Catalogue of Forgone Objects
Once, while showing the city where I grew up to a friend, I arrived at a familiar street from my childhood and did not find the house I expected to see. There was another building in its place, and the neighboring houses looked different. Across from where the house used to be, the linden tree still grew, and below it a bench where we used to wait for a bus to take us home. I ran my fingers along the concrete base and felt a chip that had always been there.
Ripped from the collective body of memories, this bench made me feel sadness and a vague sense of unease. Why did I remember insignificant details but forget what the street looked like? What part of my life is dissolving into oblivion? What is the hidden value of those things I choose to remember?

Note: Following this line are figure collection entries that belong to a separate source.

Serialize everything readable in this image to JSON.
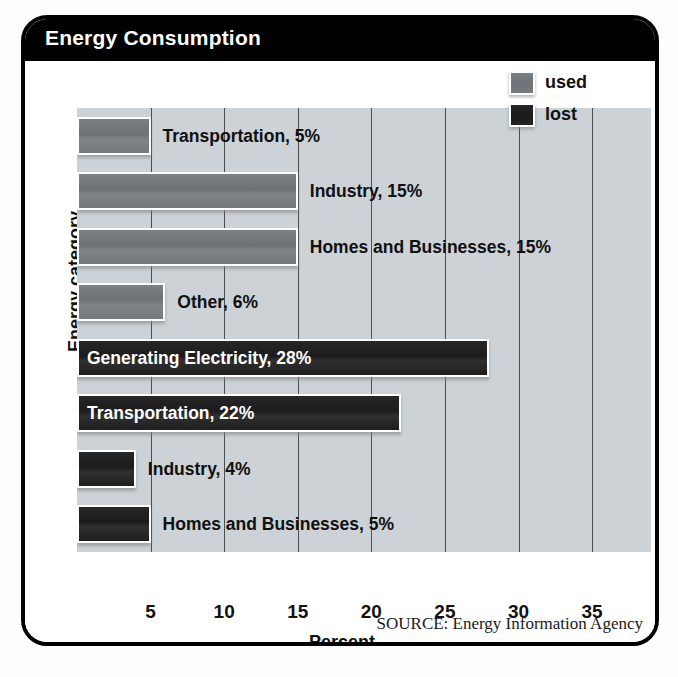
{
  "figure": {
    "title": "Energy Consumption",
    "source_note": "SOURCE: Energy Information Agency"
  },
  "legend": {
    "position": "top-right",
    "items": [
      {
        "label": "used",
        "swatch": "gray-swatch-icon",
        "color": "#76797d"
      },
      {
        "label": "lost",
        "swatch": "black-swatch-icon",
        "color": "#1f1f1f"
      }
    ]
  },
  "chart_data": {
    "type": "bar",
    "orientation": "horizontal",
    "title": "Energy Consumption",
    "xlabel": "Percent",
    "ylabel": "Energy category",
    "xlim": [
      0,
      39
    ],
    "xticks": [
      5,
      10,
      15,
      20,
      25,
      30,
      35
    ],
    "grid": true,
    "grid_axis": "x",
    "legend_entries": [
      "used",
      "lost"
    ],
    "categories": [
      "Transportation",
      "Industry",
      "Homes and Businesses",
      "Other",
      "Generating Electricity",
      "Transportation",
      "Industry",
      "Homes and Businesses"
    ],
    "series": [
      {
        "name": "used",
        "values": [
          5,
          15,
          15,
          6,
          null,
          null,
          null,
          null
        ]
      },
      {
        "name": "lost",
        "values": [
          null,
          null,
          null,
          null,
          28,
          22,
          4,
          5
        ]
      }
    ],
    "bars": [
      {
        "label": "Transportation, 5%",
        "category": "Transportation",
        "value": 5,
        "series": "used",
        "label_position": "outside"
      },
      {
        "label": "Industry, 15%",
        "category": "Industry",
        "value": 15,
        "series": "used",
        "label_position": "outside"
      },
      {
        "label": "Homes and Businesses, 15%",
        "category": "Homes and Businesses",
        "value": 15,
        "series": "used",
        "label_position": "outside"
      },
      {
        "label": "Other, 6%",
        "category": "Other",
        "value": 6,
        "series": "used",
        "label_position": "outside"
      },
      {
        "label": "Generating Electricity, 28%",
        "category": "Generating Electricity",
        "value": 28,
        "series": "lost",
        "label_position": "inside"
      },
      {
        "label": "Transportation, 22%",
        "category": "Transportation",
        "value": 22,
        "series": "lost",
        "label_position": "inside"
      },
      {
        "label": "Industry, 4%",
        "category": "Industry",
        "value": 4,
        "series": "lost",
        "label_position": "outside"
      },
      {
        "label": "Homes and Businesses, 5%",
        "category": "Homes and Businesses",
        "value": 5,
        "series": "lost",
        "label_position": "outside"
      }
    ],
    "annotations": [
      "SOURCE: Energy Information Agency"
    ]
  },
  "colors": {
    "frame": "#000000",
    "title_bar": "#000000",
    "title_text": "#ffffff",
    "plot_background": "#ccd2d6",
    "gridline": "#4a4f53",
    "bar_used": "#76797d",
    "bar_lost": "#1f1f1f",
    "axis_text": "#111111"
  }
}
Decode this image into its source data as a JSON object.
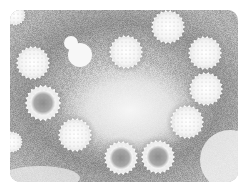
{
  "image": {
    "subject": "electron micrograph of spherical virus particles",
    "description": "Grayscale negative-stain micrograph showing a ring of spiky spherical virus particles on a gray speckled background with a lighter center",
    "colors": {
      "page_background": "#ffffff",
      "stain_dark": "#8a8a8a",
      "stain_mid": "#b5b5b5",
      "center_light": "#f2f2f2",
      "particle": "#fafafa",
      "particle_core_dark": "#8c8c8c"
    },
    "particles": [
      {
        "cx": 15,
        "cy": 15,
        "r": 10,
        "core": false
      },
      {
        "cx": 33,
        "cy": 63,
        "r": 16,
        "core": false
      },
      {
        "cx": 43,
        "cy": 103,
        "r": 17,
        "core": true
      },
      {
        "cx": 12,
        "cy": 142,
        "r": 10,
        "core": false
      },
      {
        "cx": 75,
        "cy": 135,
        "r": 16,
        "core": false
      },
      {
        "cx": 126,
        "cy": 52,
        "r": 16,
        "core": false
      },
      {
        "cx": 168,
        "cy": 27,
        "r": 16,
        "core": false
      },
      {
        "cx": 205,
        "cy": 53,
        "r": 16,
        "core": false
      },
      {
        "cx": 206,
        "cy": 89,
        "r": 16,
        "core": false
      },
      {
        "cx": 187,
        "cy": 122,
        "r": 16,
        "core": false
      },
      {
        "cx": 121,
        "cy": 158,
        "r": 16,
        "core": true
      },
      {
        "cx": 158,
        "cy": 157,
        "r": 16,
        "core": true
      }
    ],
    "blobs": [
      {
        "cx": 80,
        "cy": 55,
        "r": 12
      },
      {
        "cx": 71,
        "cy": 43,
        "r": 7
      }
    ]
  }
}
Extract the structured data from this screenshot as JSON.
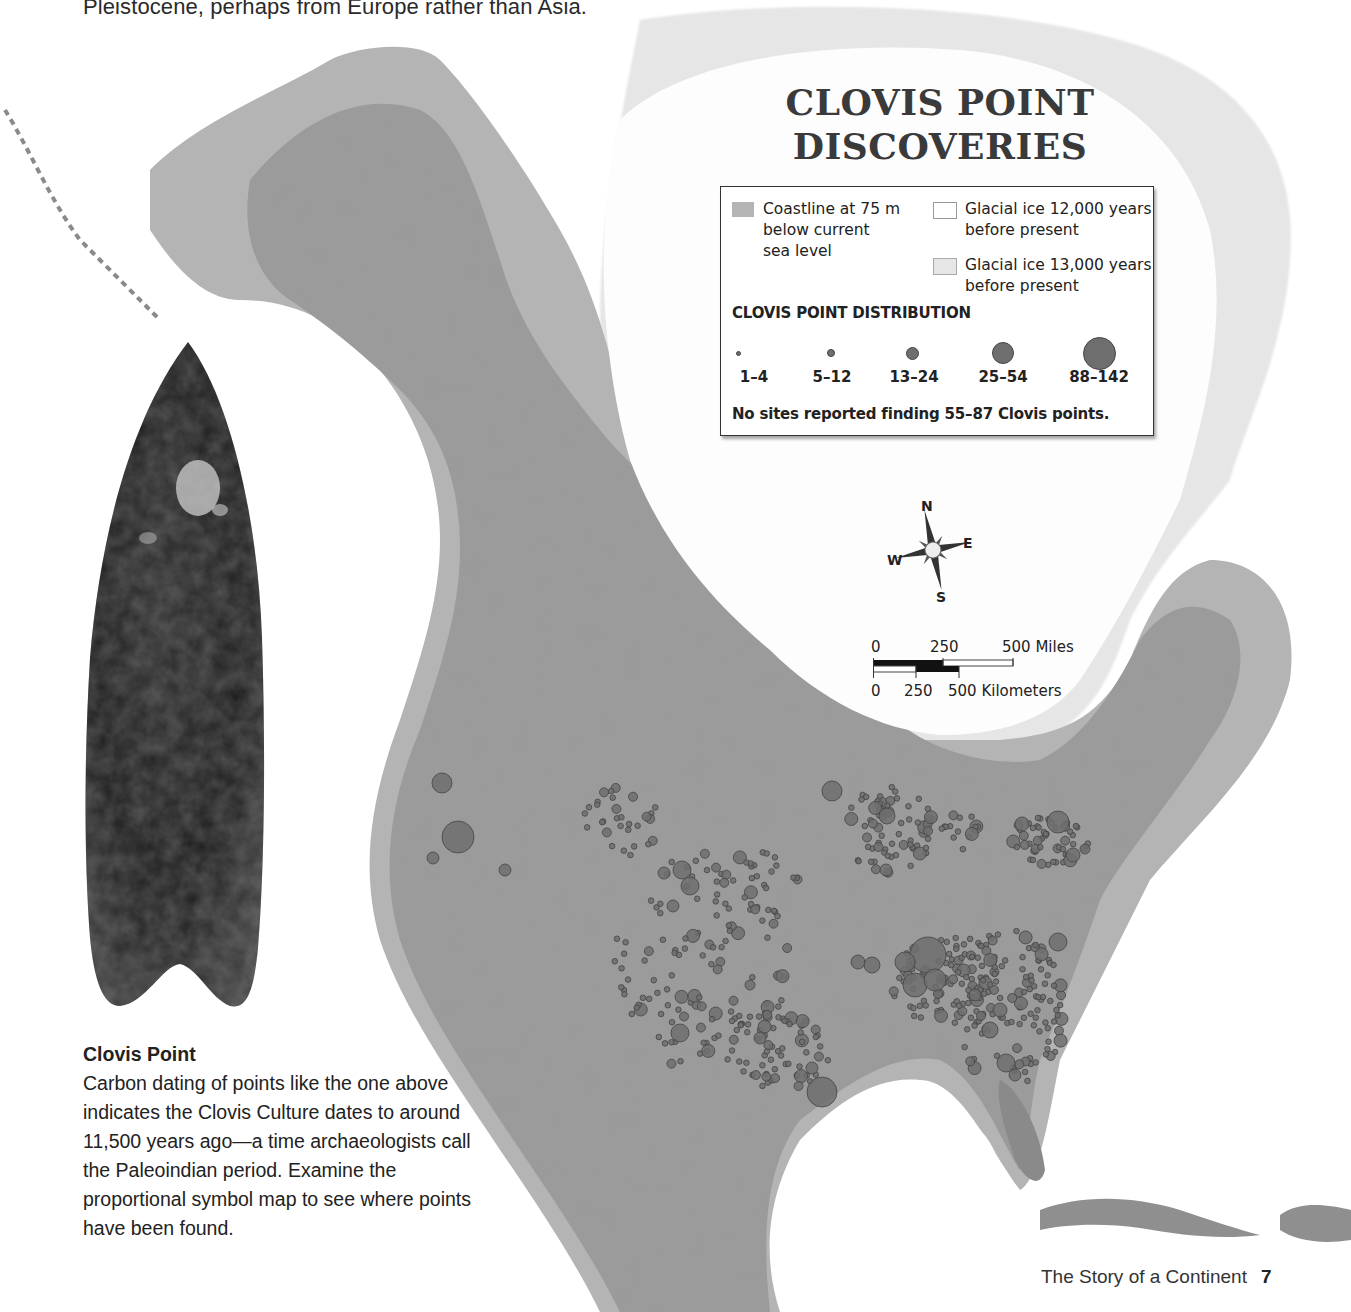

On average, a person can remember about five thousand faces, from twenty to a hundred thousand words. According to some studies, the human brain can store up to 3 terabytes of information, but the access to this information is limited. Our memories become more and more distorted with every time we retrieve them.
I took an intuitive approach, photographing objects and places around me that were unrelated to specific memories but evoked the same sense of unease, sadness, and recognition as the images that turned out to be the evidence of the fragmentary and unreliable nature of memory.
The resulting images were compiled into a catalog. By definition, a catalog is a list of information about objects compiled to facilitate the search for these objects. The only thing I could find, based on nonexistent memories, is a self-conception as a subject who perceives these images as containing important information and evoking emotions. Thus, alongside the exploration of longing for lost memories, I explore the possibility of understanding myself with the help of artificially created memories. By moving away from the original facts and events, I move closer to self, shaped by these events.
This project is my attempt to touch that subconscious part of life stored in my memory that does not belong to me anymore.
Jana Gertz (1986) is a visual artist working with photography. Originally from Riga, Latvia, she is currently based in Tallinn, Estonia. Her practice revolves around exploration of solitude, escapism, and personal space, the liminal states where the personal meets the public, where the intimate intersects with the socially accessible. The effect of memories, both collective and individual, forming one’s personality is another theme of her work.